Anna Kantosalo defends her PhD thesis on Human-Computer Co-Creativity

On Tuesday the 13th of August 2019, M.Sc. (Tech) Anna Kantosalo will defend her doctoral thesis Human-Computer Co-Creativity - Designing, Evaluating and Modelling Computational Collaborators for Poetry Writing. The thesis is a part of research done in the Department of Computer Science and in the Discovery research group at the University of Helsinki.

M.Sc. (Tech) Anna Kantosalo defends her doctoral thesis Human-Computer Co-Creativity - Designing, Evaluating and Modelling Computational Collaborators for Poetry Writing on Tuesday the 13th of August 2019 at 12 o'clock noon in the University of Helsinki Exactum Building, Auditorium CK112 (Pietari Kalmin katu 5, ground floor). Her opponent is Professor Mary Lou Maher (University of North Carolina at Charlotte, USA) and custos Professor Hannu Toivonen (University of Helsinki). The defence will be held in English.

Human-Computer Co-Creativity - Designing, Evaluating and Modelling Computational Collaborators for Poetry Writing

Human-computer co-creativity examines creative collaboration between humans and artificially intelligent computational agents. Human-computer co-creativity researchers assume that instead of using computational systems to merely automate creative tasks, computational creativity methods can be leveraged to design computational collaborators capable of sharing creative responsibility with a human collaborator. This has potential for extending both human and computational creative capability. This thesis focuses on the case of one human and one computational collaborator. More specifically this thesis studies how children collaborate with a computational collaborator called the Poetry Machine in the linguistically creative task of writing poems.

This thesis investigates three topics related to human-computer co-creativity: The design of human-computer co-creative systems, their evaluation and the modelling of human-computer co-creative processes. These topics are approached from two perspectives: an interaction design perspective and a computational creativity perspective. The interaction design perspective provides practical methods for the design and evaluation of interactive systems as well as methodological frameworks for analysing design practices in the field. The computational creativity perspective then again provides a theoretical view to the evaluation and modelling of human-computer co-creativity. The thesis itself consists of five papers.

This thesis starts with an analysis of the interaction design process for computational collaborators. The design process is examined through a review of case studies, and a thorough description of the design process of the Poetry Machine system described in Paper I. The review shows that several researchers in the field have assumed a user-centered design approach, but some good design practices, including the reporting of design decisions, iterative design and early testing with users are not yet fulfilled according to the best standards.

After illustrating the general design process, this thesis examines different approaches to the evaluation of human-computer co-creativity. Two case studies are conducted to evaluate the usability of and user experiences with the Poetry Machine system. The first evaluations are described in Paper II. They produced useful feedback for developing the system further. The second evaluation, described in Papers III and IV, investigates specific metrics for evaluating the co-creative writing experience in more detail. To promote the accumulation of design knowledge, special care is taken to report practical issues related to evaluating co-creative systems. These include, for example, issues related to formulating suitable evaluation tasks.

Finally the thesis considers modelling human-computer co-creativity. Paper V approaches modelling from a computationally creative perspective, by extending the creativity-as-a-search paradigm into co-creative systems. The new model highlights specific issues for interaction designers to be aware of when designing new computational collaborators.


* **Exercise brief**:
Nothing but the images should be left out when the entries are restated word for word.

* **Input**:
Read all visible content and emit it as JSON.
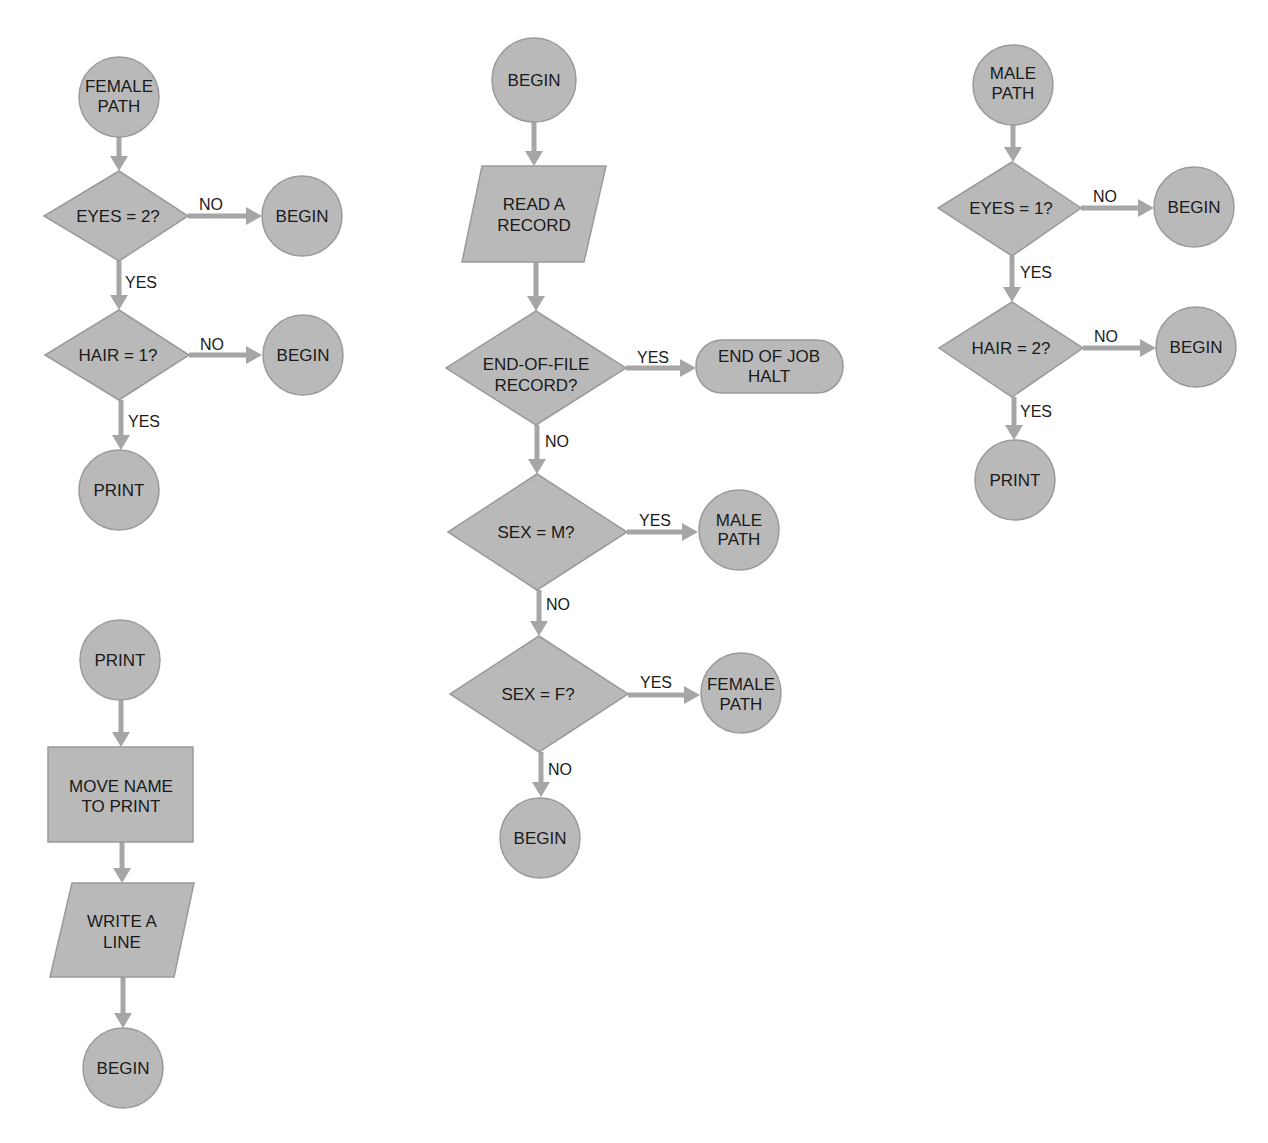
{
  "colors": {
    "shape_fill": "#b9b9b9",
    "shape_stroke": "#9a9a9a",
    "arrow": "#a6a6a6",
    "text": "#1a1a1a",
    "background": "#ffffff"
  },
  "nodes": {
    "female_start": {
      "type": "connector",
      "lines": [
        "FEMALE",
        "PATH"
      ]
    },
    "female_eyes": {
      "type": "decision",
      "lines": [
        "EYES = 2?"
      ]
    },
    "female_eyes_no": {
      "type": "connector",
      "lines": [
        "BEGIN"
      ]
    },
    "female_hair": {
      "type": "decision",
      "lines": [
        "HAIR = 1?"
      ]
    },
    "female_hair_no": {
      "type": "connector",
      "lines": [
        "BEGIN"
      ]
    },
    "female_print": {
      "type": "connector",
      "lines": [
        "PRINT"
      ]
    },
    "main_begin": {
      "type": "connector",
      "lines": [
        "BEGIN"
      ]
    },
    "main_read": {
      "type": "io",
      "lines": [
        "READ A",
        "RECORD"
      ]
    },
    "main_eof": {
      "type": "decision",
      "lines": [
        "END-OF-FILE",
        "RECORD?"
      ]
    },
    "main_halt": {
      "type": "terminal",
      "lines": [
        "END OF JOB",
        "HALT"
      ]
    },
    "main_sex_m": {
      "type": "decision",
      "lines": [
        "SEX = M?"
      ]
    },
    "main_male_path": {
      "type": "connector",
      "lines": [
        "MALE",
        "PATH"
      ]
    },
    "main_sex_f": {
      "type": "decision",
      "lines": [
        "SEX = F?"
      ]
    },
    "main_female_path": {
      "type": "connector",
      "lines": [
        "FEMALE",
        "PATH"
      ]
    },
    "main_end_begin": {
      "type": "connector",
      "lines": [
        "BEGIN"
      ]
    },
    "male_start": {
      "type": "connector",
      "lines": [
        "MALE",
        "PATH"
      ]
    },
    "male_eyes": {
      "type": "decision",
      "lines": [
        "EYES = 1?"
      ]
    },
    "male_eyes_no": {
      "type": "connector",
      "lines": [
        "BEGIN"
      ]
    },
    "male_hair": {
      "type": "decision",
      "lines": [
        "HAIR = 2?"
      ]
    },
    "male_hair_no": {
      "type": "connector",
      "lines": [
        "BEGIN"
      ]
    },
    "male_print": {
      "type": "connector",
      "lines": [
        "PRINT"
      ]
    },
    "print_start": {
      "type": "connector",
      "lines": [
        "PRINT"
      ]
    },
    "print_move": {
      "type": "process",
      "lines": [
        "MOVE NAME",
        "TO PRINT"
      ]
    },
    "print_write": {
      "type": "io",
      "lines": [
        "WRITE A",
        "LINE"
      ]
    },
    "print_begin": {
      "type": "connector",
      "lines": [
        "BEGIN"
      ]
    }
  },
  "edges": {
    "female_eyes_no": "NO",
    "female_eyes_yes": "YES",
    "female_hair_no": "NO",
    "female_hair_yes": "YES",
    "main_eof_yes": "YES",
    "main_eof_no": "NO",
    "main_sex_m_yes": "YES",
    "main_sex_m_no": "NO",
    "main_sex_f_yes": "YES",
    "main_sex_f_no": "NO",
    "male_eyes_no": "NO",
    "male_eyes_yes": "YES",
    "male_hair_no": "NO",
    "male_hair_yes": "YES"
  }
}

* **Response box**:
Read all visible content and emit it as JSON.
{
  "colors": {
    "shape_fill": "#b9b9b9",
    "shape_stroke": "#9a9a9a",
    "arrow": "#a6a6a6",
    "text": "#1a1a1a",
    "background": "#ffffff"
  },
  "nodes": {
    "female_start": {
      "type": "connector",
      "lines": [
        "FEMALE",
        "PATH"
      ]
    },
    "female_eyes": {
      "type": "decision",
      "lines": [
        "EYES = 2?"
      ]
    },
    "female_eyes_no": {
      "type": "connector",
      "lines": [
        "BEGIN"
      ]
    },
    "female_hair": {
      "type": "decision",
      "lines": [
        "HAIR = 1?"
      ]
    },
    "female_hair_no": {
      "type": "connector",
      "lines": [
        "BEGIN"
      ]
    },
    "female_print": {
      "type": "connector",
      "lines": [
        "PRINT"
      ]
    },
    "main_begin": {
      "type": "connector",
      "lines": [
        "BEGIN"
      ]
    },
    "main_read": {
      "type": "io",
      "lines": [
        "READ A",
        "RECORD"
      ]
    },
    "main_eof": {
      "type": "decision",
      "lines": [
        "END-OF-FILE",
        "RECORD?"
      ]
    },
    "main_halt": {
      "type": "terminal",
      "lines": [
        "END OF JOB",
        "HALT"
      ]
    },
    "main_sex_m": {
      "type": "decision",
      "lines": [
        "SEX = M?"
      ]
    },
    "main_male_path": {
      "type": "connector",
      "lines": [
        "MALE",
        "PATH"
      ]
    },
    "main_sex_f": {
      "type": "decision",
      "lines": [
        "SEX = F?"
      ]
    },
    "main_female_path": {
      "type": "connector",
      "lines": [
        "FEMALE",
        "PATH"
      ]
    },
    "main_end_begin": {
      "type": "connector",
      "lines": [
        "BEGIN"
      ]
    },
    "male_start": {
      "type": "connector",
      "lines": [
        "MALE",
        "PATH"
      ]
    },
    "male_eyes": {
      "type": "decision",
      "lines": [
        "EYES = 1?"
      ]
    },
    "male_eyes_no": {
      "type": "connector",
      "lines": [
        "BEGIN"
      ]
    },
    "male_hair": {
      "type": "decision",
      "lines": [
        "HAIR = 2?"
      ]
    },
    "male_hair_no": {
      "type": "connector",
      "lines": [
        "BEGIN"
      ]
    },
    "male_print": {
      "type": "connector",
      "lines": [
        "PRINT"
      ]
    },
    "print_start": {
      "type": "connector",
      "lines": [
        "PRINT"
      ]
    },
    "print_move": {
      "type": "process",
      "lines": [
        "MOVE NAME",
        "TO PRINT"
      ]
    },
    "print_write": {
      "type": "io",
      "lines": [
        "WRITE A",
        "LINE"
      ]
    },
    "print_begin": {
      "type": "connector",
      "lines": [
        "BEGIN"
      ]
    }
  },
  "edges": {
    "female_eyes_no": "NO",
    "female_eyes_yes": "YES",
    "female_hair_no": "NO",
    "female_hair_yes": "YES",
    "main_eof_yes": "YES",
    "main_eof_no": "NO",
    "main_sex_m_yes": "YES",
    "main_sex_m_no": "NO",
    "main_sex_f_yes": "YES",
    "main_sex_f_no": "NO",
    "male_eyes_no": "NO",
    "male_eyes_yes": "YES",
    "male_hair_no": "NO",
    "male_hair_yes": "YES"
  }
}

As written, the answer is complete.